With a flare for the dramatic, Carey lashed a shot that hit the base of the wall in centerfield for a double. Stokes scored easily and Jesske, with his tender hamstring, chugged around the bases and ended it with a swan dive from at least fifteen-feet to score. Carey then scored on a Drew Grego single. Nebraska took an 8-5 lead.
Nowaczyk gave up a two-out solo homer to Schulte in the top of the eighth and then after walking the next batter, Tucker Timmerman came on and finished the inning. He also closed out the game in the ninth, showing his toughness after he gave up a double to Burt and battled the next two batters, who both grounded out. Fittingly, the last one was to Dylan Carey, Ball game! Nebraska 8, Iowa 6.
Not only was this a series win and a sweep, it also concluded an unbeaten Big Ten season at home. Should it be the last game played in Haymarket Park the season, what a way for the seniors to go out, particularly Dylan Carey who has meant so much to this team over the past four years.
Colin Nowaczyk deserves a gold star today as well. He has not pitched as much as a lot of guys out of the bullpen, and certainly not that much on the weekends. He was very good today. The home run to Schulte was a blemish, but he struck out five of the ten batters he faced, and those three in a row in the seventh couldn’t have been any bigger and may have been the difference in the game.
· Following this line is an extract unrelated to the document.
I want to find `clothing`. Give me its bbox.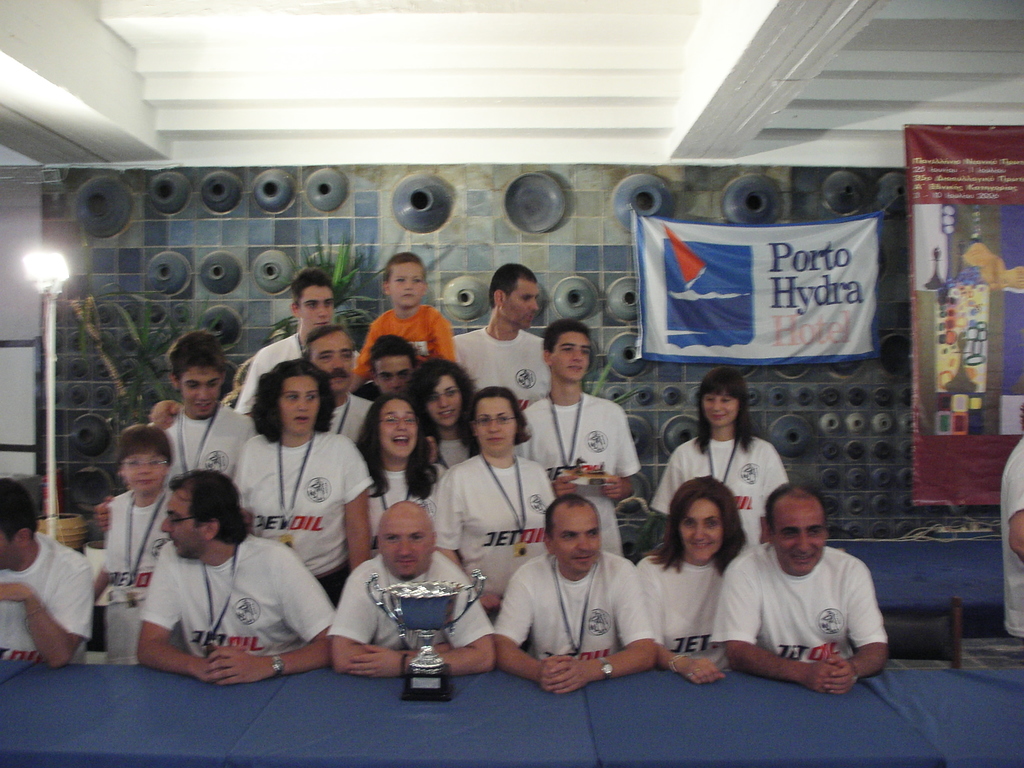
727, 528, 891, 701.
In the B1G, the last week of the season always starts a day early, so next week Nebraska will be in Minneapolis to face the Golden Gophers on Thursday and Friday evening, and Saturday afternoon. Minnesota has had solid pitching most of the season and are in a logjam with four other teams for a spot in the conference tournament. They won a couple of games early in the season against Kansas and not that long ago took a series from Washington.
Though they sit in second place, Nebraska has not clinched a spot in the top four in the standings and a coveted quarterfinal spot in the tournament. UCLA has, but Nebraska, Southern Cal, Oregon, and Purdue are all within two games of each other, and Michigan is just one game further back.
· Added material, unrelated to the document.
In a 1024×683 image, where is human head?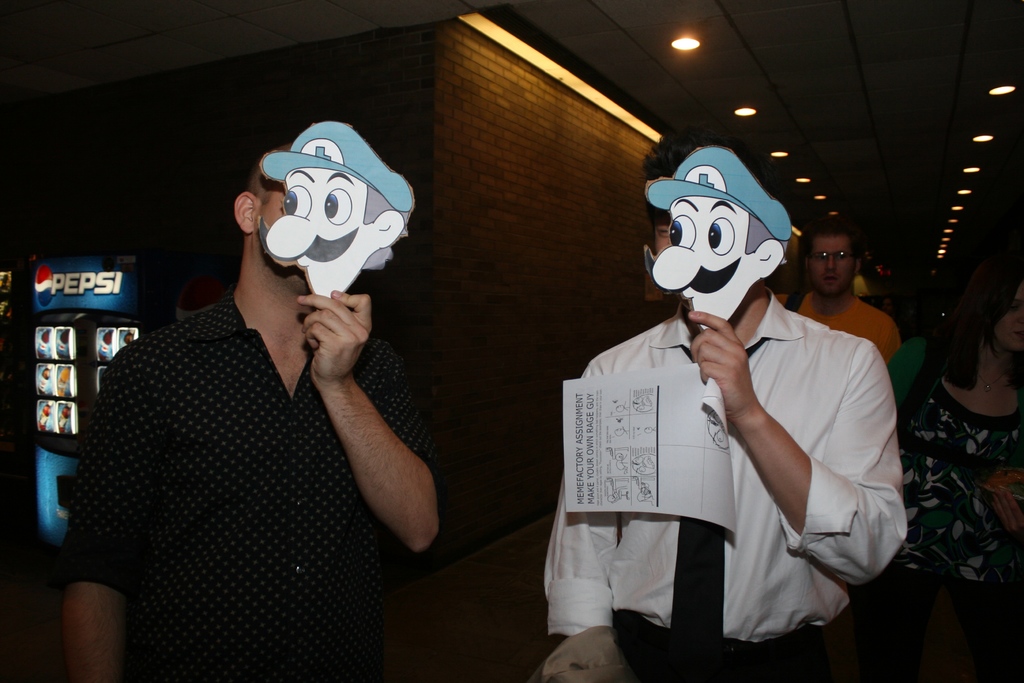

Before heading to Minnesota, the team will travel up I-80 to Omaha on Tuesday for their final game against Creighton this year. It will be interesting to see how they use their pitching because of the shortened week for the conference games.
Notes:
- Nebraska fans showed up this weekend setting another attendance record in the Big Ten Era with 22,815 passing through the gates for the series. Today’s attendance was 7948. We need to figure out how to get Texas or LSU to come to Lincoln to get back to the good old days when you couldn’t see any grass in the berms and people were standing four deep along the fences.
- Yesterday I sang the praises of Iowa’s third baseman Jaixen Frost defensive prowess and then today he made an error. I take nothing back as it was only his second error of the season, which for a third baseman is still incredibly good.
- I’m not sure how the judge’s scored it, but that head-first dive by Will Jesske into home in the seventh inning lacked technical superiority. It was most definitely not a slide and I wonder whether he got a mouthful of dirt!
- Finally, all the respect in the world to Coach Revelle and the Cornhusker softball team. Coach Revelle is Nebraska softball and to see her team have a season like this one. How great would it be to see this bunch in Oklahoma City!